To begin with, there is the exhibition's title, which combines the opposing terms FortMou "fort"(strong) and "mou"(soft), and is intended, as Jerome Ruby explains, to evoke the paradoxical image of a "soft fortress". Such contradictions are also to be found in the style of the drawings, which take their inspiration from such disparate sources as old Wild West iconography and the corporate logos of American multinationals.The original black-and-white drawings, not themselves on display, have been digitized, vectorized and enlarged, after which they can be printed up to allow for a potentially infinite amount of copies. Each step in this procedure serves to distance the viewer from the original artwork, and the artist from his artistic labour, through a detachment and estrangement of the creative act. Forsaking materiality in favour of the image, these printouts sharply distinguish themselves from the mural. Their coldness stands in marked contrast to the warmth of the faux-wood finishing, hand-painted by the artist directly on the gallery wall. This lush mural spreads itself across the surface of the wall, taking on suggestive and mysterious shapes, like shadow puppets whose coded meanings we must patiently unravel. Also painted directly on the wall, though in a different style, an enormous shell, half-organic and half-animal, outlined in black, lies suspended within a landscape. Through these various methods of representation, the artist calls into question our notions of "authenticity": Is a work of art as much the reproduction of an original as it is the real imitation of a fake? More contradictions, this time having to do with the distortion of meaning and proportion, are also apparent in a sculptural work reveling in its own sense of immoderation: An oversized "Inuk Shuk" , merging into one of the gallery's supporting columns. Assembled out of pieces of bright pink construction material cut into the shapes of stones, "Inuk Shuk 1" constitutes an essential landmark within the Fort Mou landscape: Depending on whether one is arriving or leaving, it can be seen as offering up a gesture of welcome or one of insult.
Jérôme Ruby plunges the spectator into an entrancing imaginary world, all the while calling into question, through the diversity of his techniques, our notions of contradiction and excess, of originality and superficiality in artwork.
Caroline Andrieux.
Jerome Ruby
Jérôme Ruby has lived in Montreal ever since arriving there to complete a residency at Quartier Éphémère in 2000. He studied at the Beaux-Arts du Havre school in France, and has displayed his work in such venues as the Fresnoy, studio national des arts contemporains in Tourcoing, France and at the Lobe in Chicoutimi, Quebec.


What you return should be only the lines in the entries below between the one holding "Locate *dress* using" and the one holding "What region is", ends included, with every picture left out.

____ Material provided

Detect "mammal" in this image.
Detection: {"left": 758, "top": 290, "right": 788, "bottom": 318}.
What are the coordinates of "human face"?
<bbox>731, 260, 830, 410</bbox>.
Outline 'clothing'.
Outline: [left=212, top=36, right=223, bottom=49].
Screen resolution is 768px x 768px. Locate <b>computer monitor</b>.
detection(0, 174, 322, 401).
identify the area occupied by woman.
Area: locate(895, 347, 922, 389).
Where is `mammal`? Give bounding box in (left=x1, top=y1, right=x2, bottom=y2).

________
____ Material provided

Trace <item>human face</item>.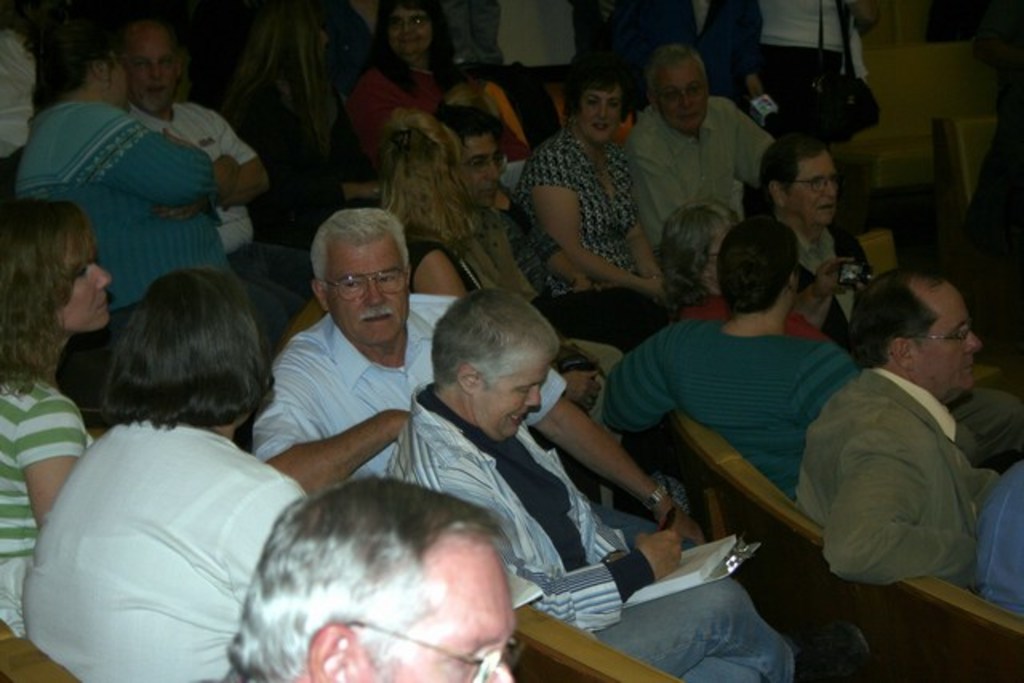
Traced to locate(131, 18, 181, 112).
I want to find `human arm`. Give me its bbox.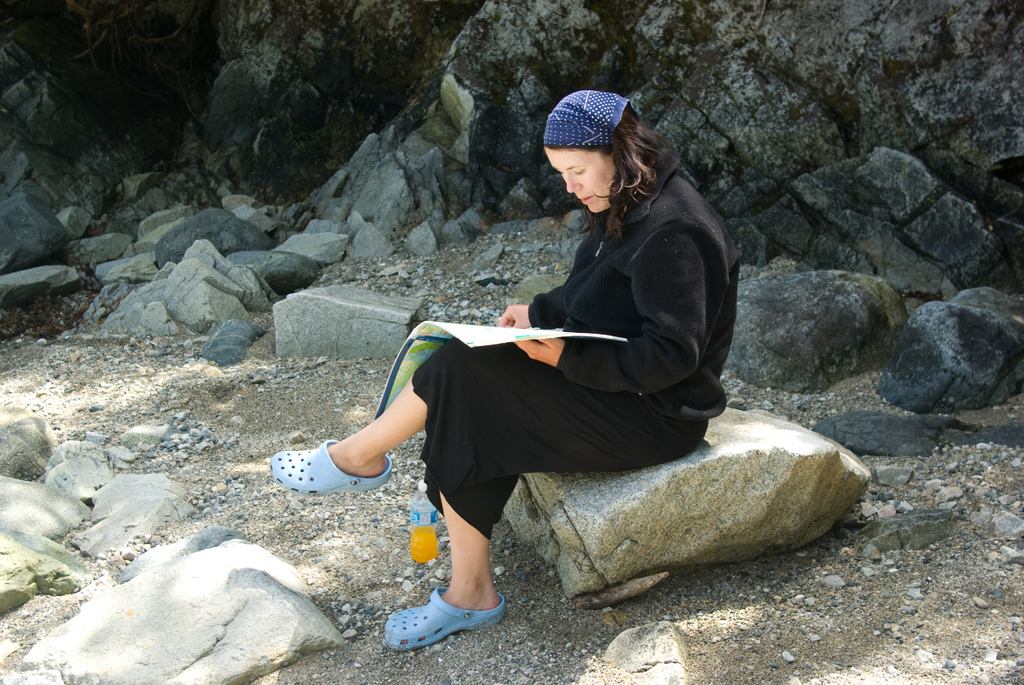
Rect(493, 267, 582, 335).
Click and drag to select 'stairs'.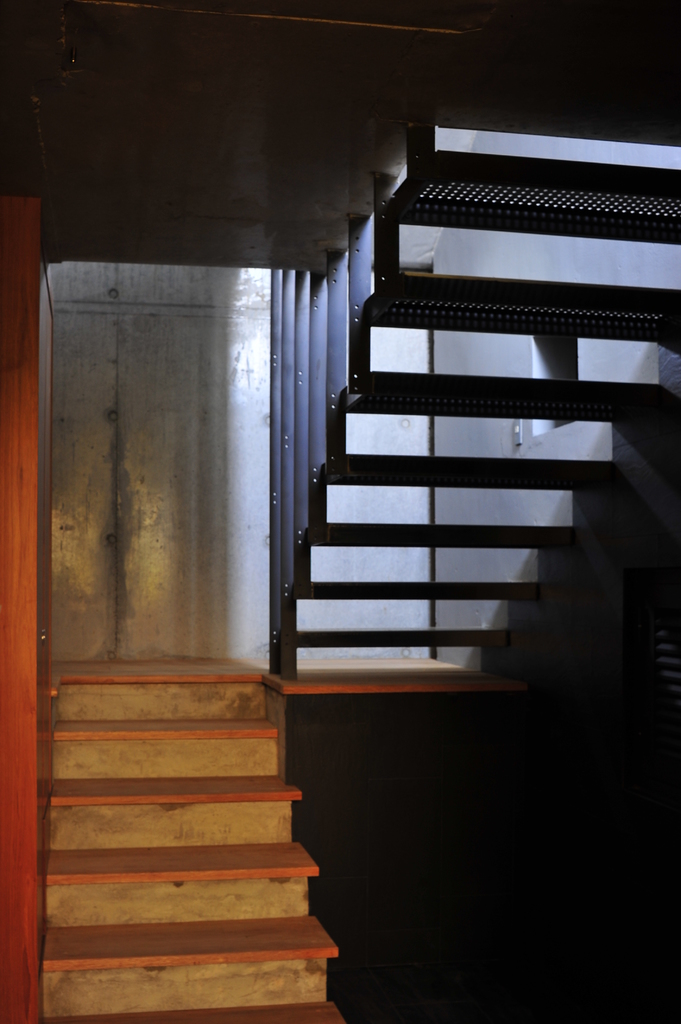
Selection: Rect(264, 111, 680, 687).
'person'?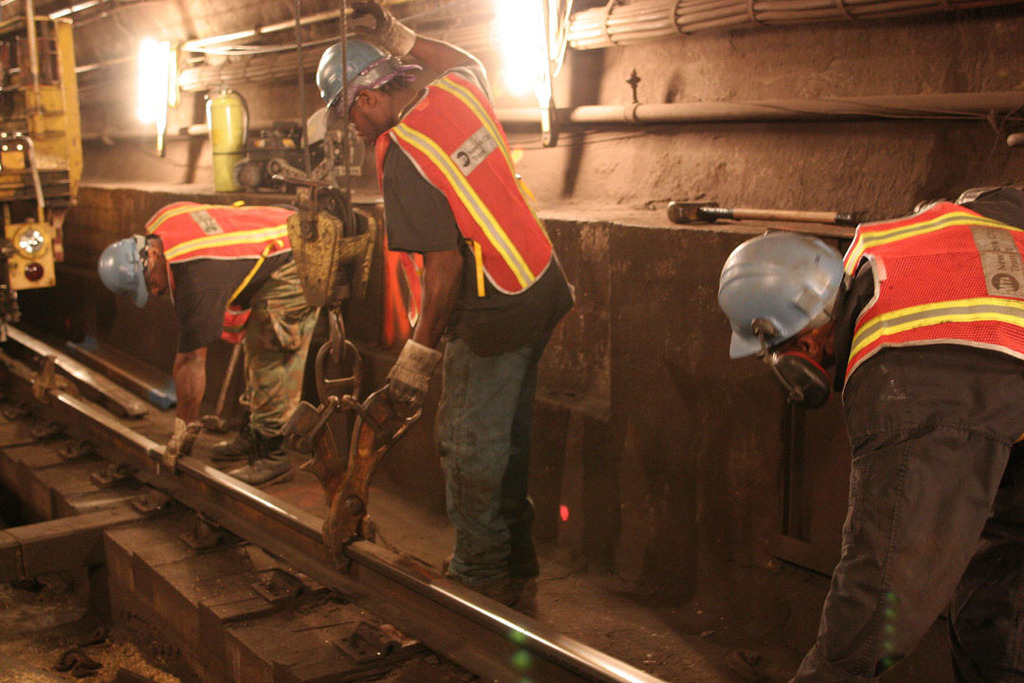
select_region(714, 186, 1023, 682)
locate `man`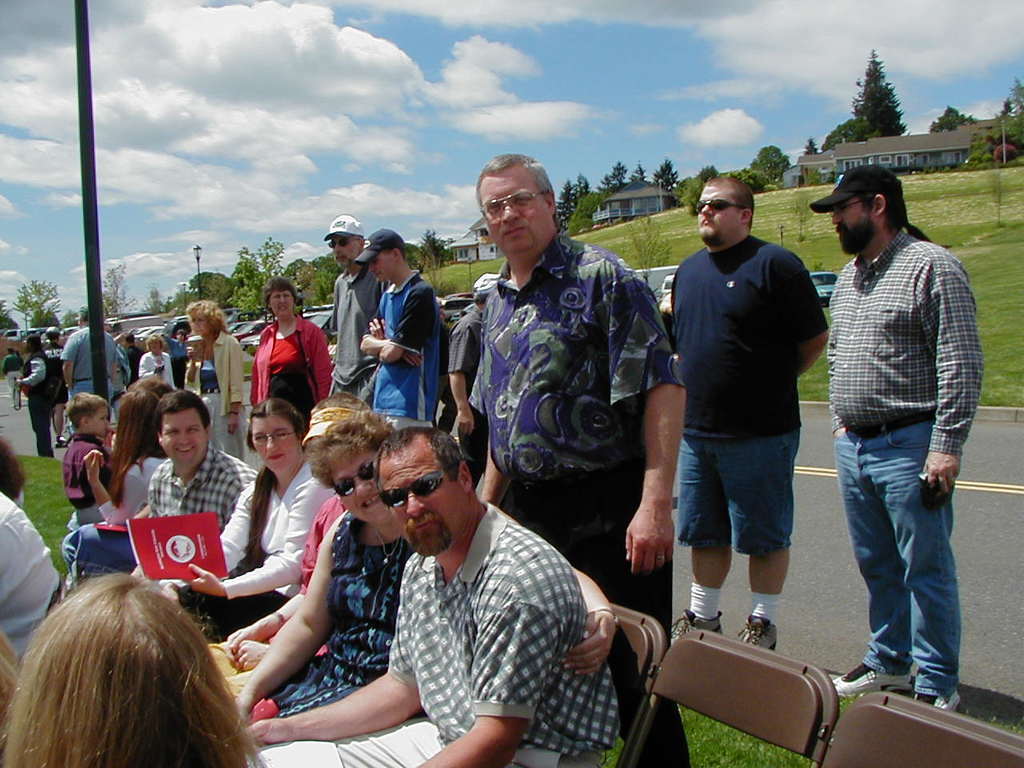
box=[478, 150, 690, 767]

________
____ Material provided

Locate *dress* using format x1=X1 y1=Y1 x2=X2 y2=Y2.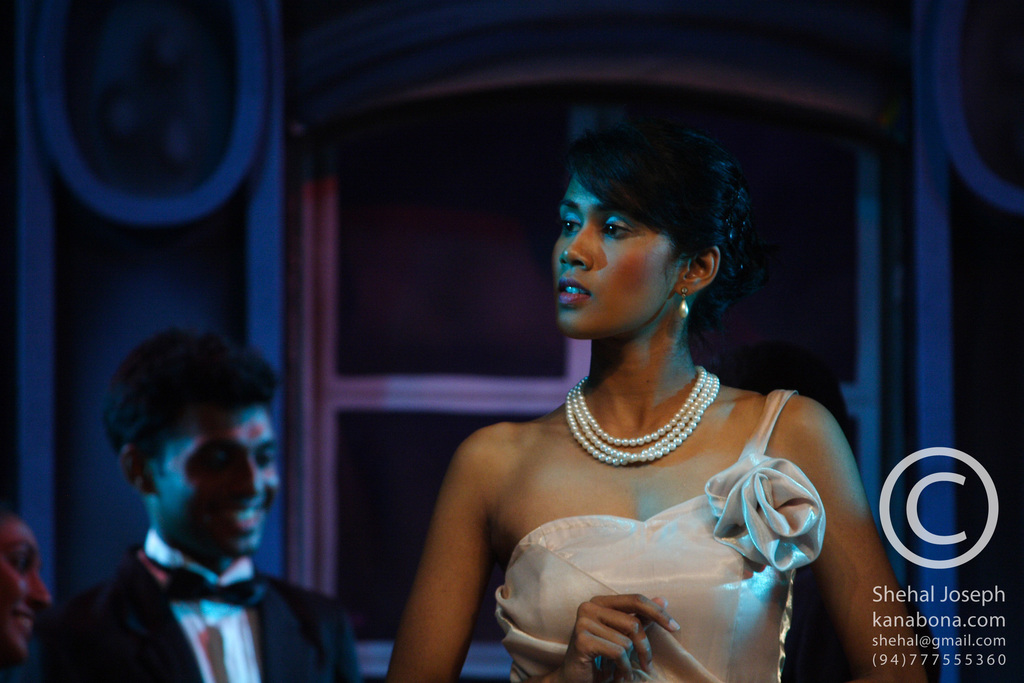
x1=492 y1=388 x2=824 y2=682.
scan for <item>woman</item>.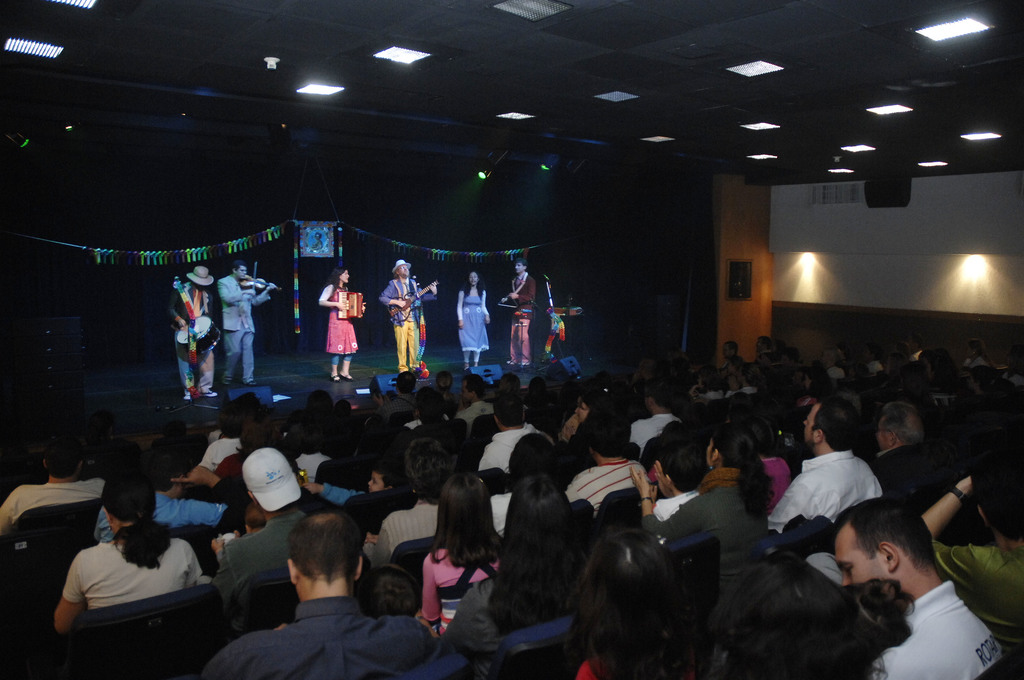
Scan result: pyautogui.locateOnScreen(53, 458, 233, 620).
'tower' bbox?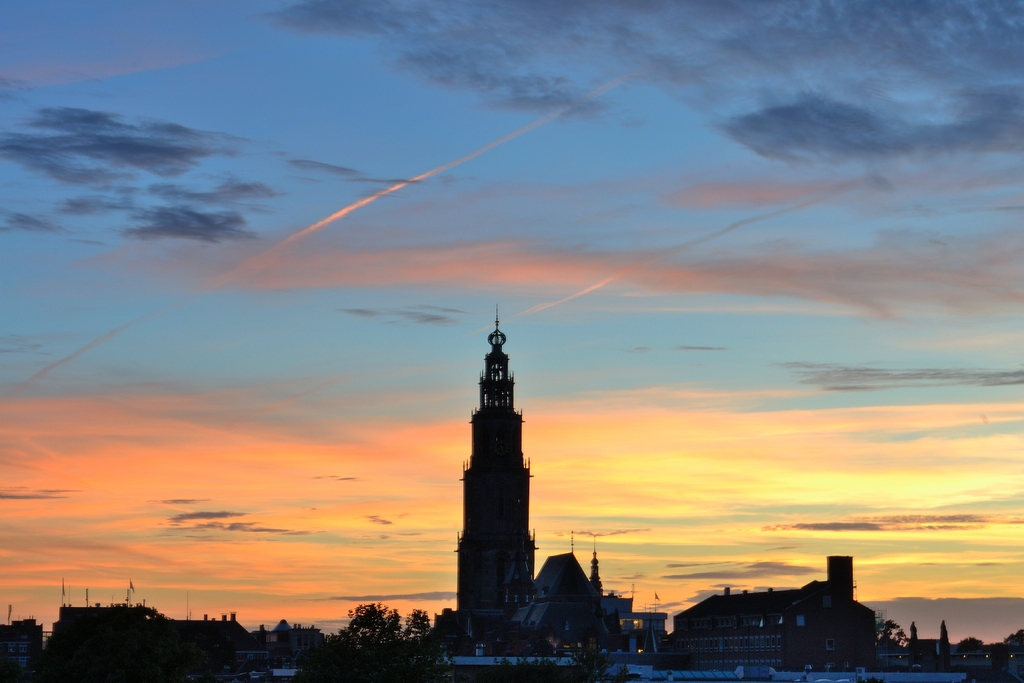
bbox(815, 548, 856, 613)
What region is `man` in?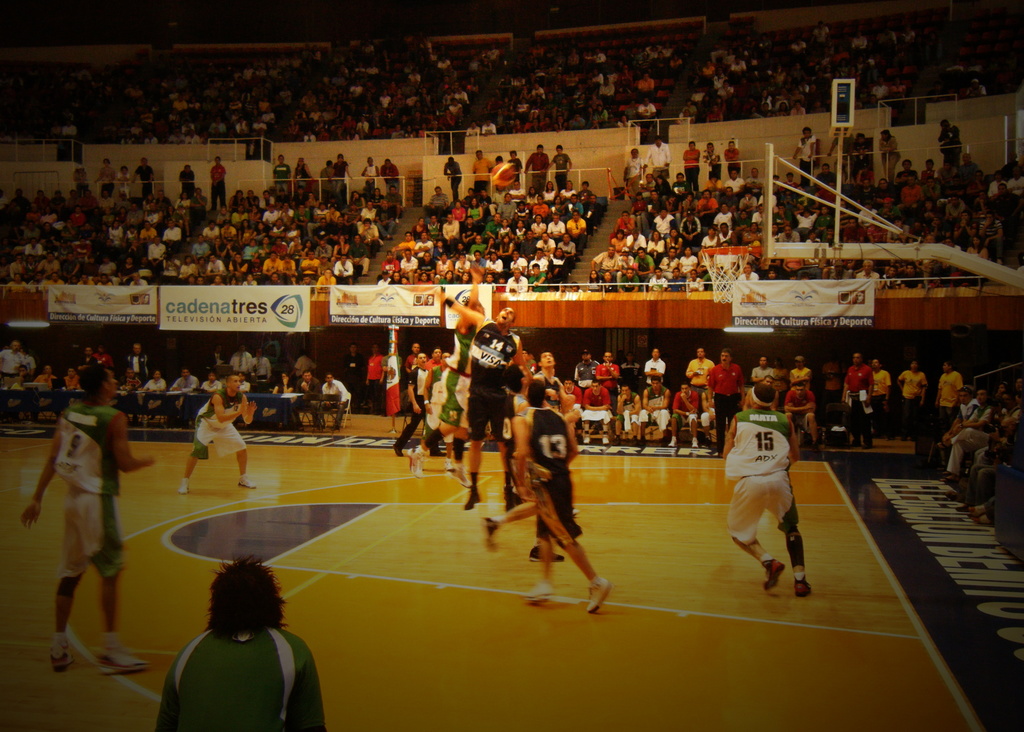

________

## Answer to the problem
Locate *dress* using format x1=X1 y1=Y1 x2=X2 y2=Y2.
x1=492 y1=388 x2=824 y2=682.
scan for <item>woman</item>.
Scan result: pyautogui.locateOnScreen(53, 458, 233, 620).
'tower' bbox?
bbox(815, 548, 856, 613)
What region is `man` in?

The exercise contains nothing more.